Billy Wagner used to be the closer for the New York Mets. He's going in for surgery on his left flexor pronator and MCL. I don't know what a flexor pronator is exactly, but MCL stands for Mets Closer Lost for this season and next. Wagner's contract is up at the end of '09, by which time the last meaningful pitch to have come out of his left hand will have been whacked for a two-RBI single by Geoff Blum (the play on which Mark Loretta and Hunter Pence formed a human pyramid atop Ramon Castro). That was in the ninth inning, August 2.

The Mets are 22-11 since.

The Luis Ayala Era, however interim in nature, is surely in effect. The Billy Wagner Era, pending medical marvels, appears over. He'll work hard to get back and pitch somewhere, and I'll root like hell for him personally because, as prickly as he can come off, I admire how much he cares, how well he means and how much he did to close games that for too long had gone uncloseable in these parts. But this is a real page-turner where the Mets are concerned. No way in hell does his $10 million option for 2010 get picked up. No way in hell can the Mets now not think about Francisco Rodriguez if the Angels don't lock him down. No way in hell can the Mets jump on K-Rod without qualification because we've seen, first with Pedro and now with Billy, how short-term benefits and long-term risks unfold where free agent pitchers carrying significant mileage are concerned. But that's for later. For now, it's Ayala and staff and a two-game lead with nineteen to play.
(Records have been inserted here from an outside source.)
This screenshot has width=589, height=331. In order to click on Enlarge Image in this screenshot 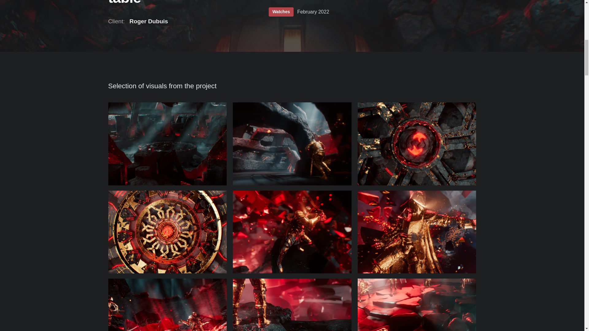, I will do `click(417, 143)`.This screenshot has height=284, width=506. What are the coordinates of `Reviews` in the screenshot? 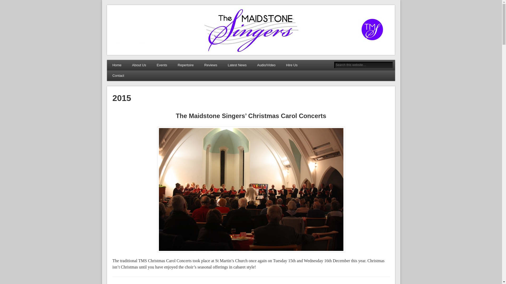 It's located at (210, 65).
Sleep with one eye open. Good luck Mr. Sandman.

(I was at both games of yesterday's doubleheader. Will be back to tell you about the last longest day in the history of Shea Stadium when I'm fully recovered from it.)

3 comments to Billy Don’t Be a Stranger

  • Anonymous

    I admire how much he cares, how well he means and how much he did to close games that for too long had gone uncloseable in these parts.
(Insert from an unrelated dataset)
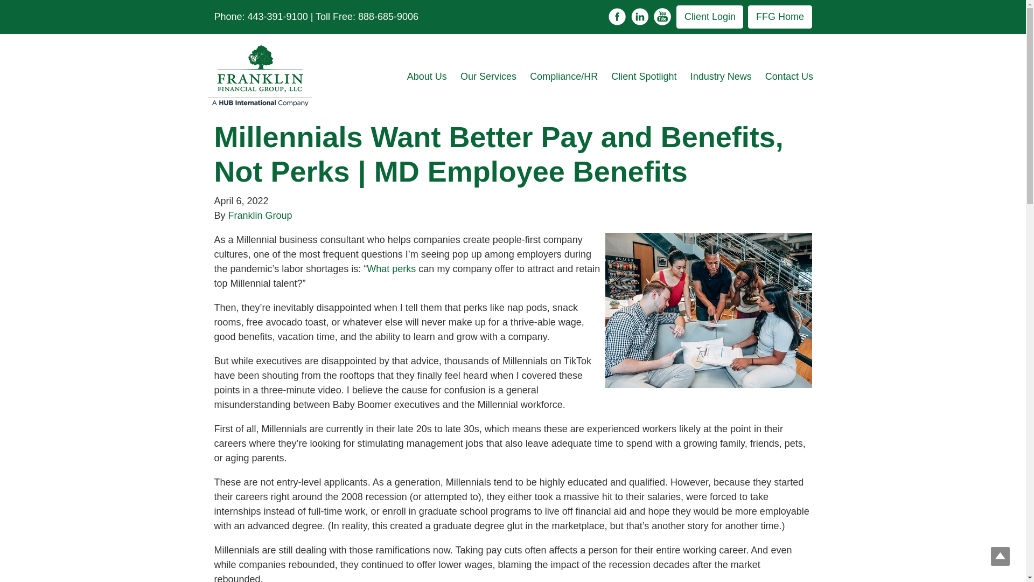 This screenshot has height=582, width=1034. What do you see at coordinates (1000, 556) in the screenshot?
I see `Scroll to Top` at bounding box center [1000, 556].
    Well said. I, for one, can't help but feel a little bad for uttering unsavory things the last time he walked off a mound in 2008, and maybe as a Met. Yes, we could've done without some of the BS (the box score BS, not the other kind of BS he was wont to dispense), especially in 10/06 and 9/07. But let's be honest — other than that otherworldly Sandman in the other part of town, who can we have had total confidence in? The closer that does not give you fits is a rare, if non-existent animal. Thanks, Billy, for on the whole, giving us less fits than your predecessors.
    If you told me a month ago that Matt Cassell and Luis Ayala would be on the biggest stages…

  • Anonymous

    Let's see… The Red Sox don't need a closer, the Phillies don't need a closer, and the Yankees don't need a closer… to me, that says the Mets are the easy big-money front-runners for K-Rod. Unfortunately, the front-runners never seem to get the guy, do they?
    I'm looking for Texas or Baltimore or either Chicago (maybe even Milwaukee) to swoop in with a ridiculously over-priced contract to win the K-Rod sweepstakes.
    That is unless the Yankees want to pay him 20 mil-per to setup Rivera for a few seasons. Wouldn't shock anybody, would it?

  • Anonymous

    After Luis Ayala saves Game Seven of the upcoming World Series, we won't even be thinking about K Rod.